During the recession of the early 1990s, schools had their funding from government funding amputated and a musical education became a sign of a middle-class upbringing. During this latest period of financial austerity, the arts have once again been summarily dismissed as superfluous in straitened times. Conductor of the Bedforshire Youth Orchestra, Michael Rose, says music services in his area, Central Bedfordshire, are set to have budgets and teaching staff cut to zero.
More broadly, the arts are facing annihilation at the hands of a government that can only comprehend social goods in narrowly economic terms. The professor of philosophy at Birkbeck College, A C Grayling, has urged the arts and humanities to “put up a fight” against these cuts, or else face destruction. But the coalition seems hell-bent on reducing policy formulation to a cost/benefit analysis, with the axe it has taken to the Arts and Humanities Research Council (AHRC) being a case in point. Rick Rylance, chief executive of the AHRC, said that we need to stop viewing the arts as simply costs to society. Rylance told the Times:
On the cuts issue, it seems to me that the mind shift we have to go through is to stop thinking about these things (funding higher education) as costs and start thinking about them as investments, because we are not going to get growth and a healthier society unless we invest in these things.
How are the arts of value to society? Several studies by the American Association for the Advancement of Science (AAAS) have explored the effects of art and music education on young children’s learning. These studies showed that music instruction can help build intellectual and emotional skills, facilitate children’s learning and strengthen numeracy and literacy skills.
A forthcoming study produced by the neuroscientist Professor Nina Kraus concluded that schools that fail to give music a central role in their curriculum are making a mistake. Music “fundamentally shapes” brains, and can help combat the learning difficulties associated with dyslexia and autism.
The report concluded that that “long-term musical practice strengthens cognitive functions and that these functions benefit auditory skills. Musical training bolsters higher-level mechanisms that, when impaired, relate to language and literacy deficits. Thus, musical training may serve to lessen the impact of these deficits by strengthening the corticofugal system for hearing.”
Not only does music aid brain development, but it also instils discipline. Many people complain that children today have short attention spans. Learning a musical instrument helps them to learn to concentrate over long periods of time. Playing in orchestras encourages team work, which is deemed by most employers to be an essential quality. Learning a musical instrument gives children a sense of achievement. Acquired self-worth could have knock-on effects in other aspects of a child’s life.
The government must re-evaluate the value that it places on the arts, for we are at grave risk of losing them. Sir Thomas Carlyle’s critique of utilitarian man seems particularly apt:
Mechanism smothers him worse than any Nightmare did; till the Soul is nigh choked out of him, and only a kind of Digestive, Mechanic life remains. In Earth and in Heaven he can see nothing but Mechanism; has fear for nothing else, hope in nothing else: the world would indeed grind him to pieces; but cannot he fathom the Doctrine of Motives, and cunningly compute these, and mechanize them to grind the other way?
“In Earth and in Heaven he can see nothing but Mechanism…” Britain is at risk of becoming a society that only values that which can be crudely accumulated. Must this be an inevitable consequence of the financial crisis?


**REQUIRED WORK:**
Where does the string "basket" appear in the listing below? Copy every line where it does.
══════════════════════════════
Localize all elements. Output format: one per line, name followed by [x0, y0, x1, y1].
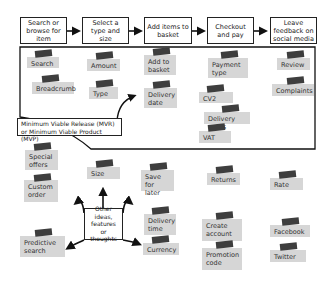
note-type: Type [89, 87, 118, 99]
journey-step-search: Search or browse for item [20, 17, 67, 44]
note-review: Review [277, 58, 310, 70]
note-payment-type: Payment type [208, 58, 248, 78]
journey-step-select: Select a type and size [82, 17, 129, 44]
note-delivery-time: Delivery time [144, 214, 176, 235]
note-add-to-basket: Add to basket [144, 55, 176, 75]
note-complaints: Complaints [272, 84, 314, 96]
note-rate: Rate [270, 178, 303, 190]
journey-step-checkout: Checkout and pay [207, 17, 254, 44]
mvp-label: Minimum Viable Release (MVR) or Minimum … [17, 118, 122, 136]
note-cv2: CV2 [199, 92, 233, 103]
note-amount: Amount [87, 59, 120, 71]
other-ideas-box: Other ideas, features or thoughts [84, 208, 123, 240]
note-size: Size [87, 167, 120, 179]
journey-step-add: Add items to basket [144, 17, 192, 44]
journey-step-feedback: Leave feedback on social media [270, 17, 317, 44]
note-special-offers: Special offers [25, 150, 58, 170]
note-custom-order: Custom order [24, 180, 58, 202]
note-facebook: Facebook [270, 225, 310, 237]
note-delivery-notes: Delivery notes [204, 112, 250, 124]
note-twitter: Twitter [270, 250, 306, 262]
note-currency: Currency [143, 243, 179, 255]
note-delivery-date: Delivery date [144, 88, 177, 108]
note-predictive-search: Predictive search [20, 236, 65, 257]
note-vat: VAT [199, 131, 231, 143]
note-search: Search [27, 57, 59, 68]
note-breadcrumb: Breadcrumb [32, 82, 74, 94]
story-map-diagram: Search or browse for item Select a type … [0, 0, 334, 284]
note-returns: Returns [207, 173, 240, 185]
note-promotion-code: Promotion code [202, 248, 242, 270]
note-save-for-later: Save for later [141, 170, 174, 191]
note-create-account: Create account [202, 219, 242, 241]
══════════════════════════════
**ANSWER FOR THE TASK:**
note-add-to-basket: Add to basket [144, 55, 176, 75]
journey-step-add: Add items to basket [144, 17, 192, 44]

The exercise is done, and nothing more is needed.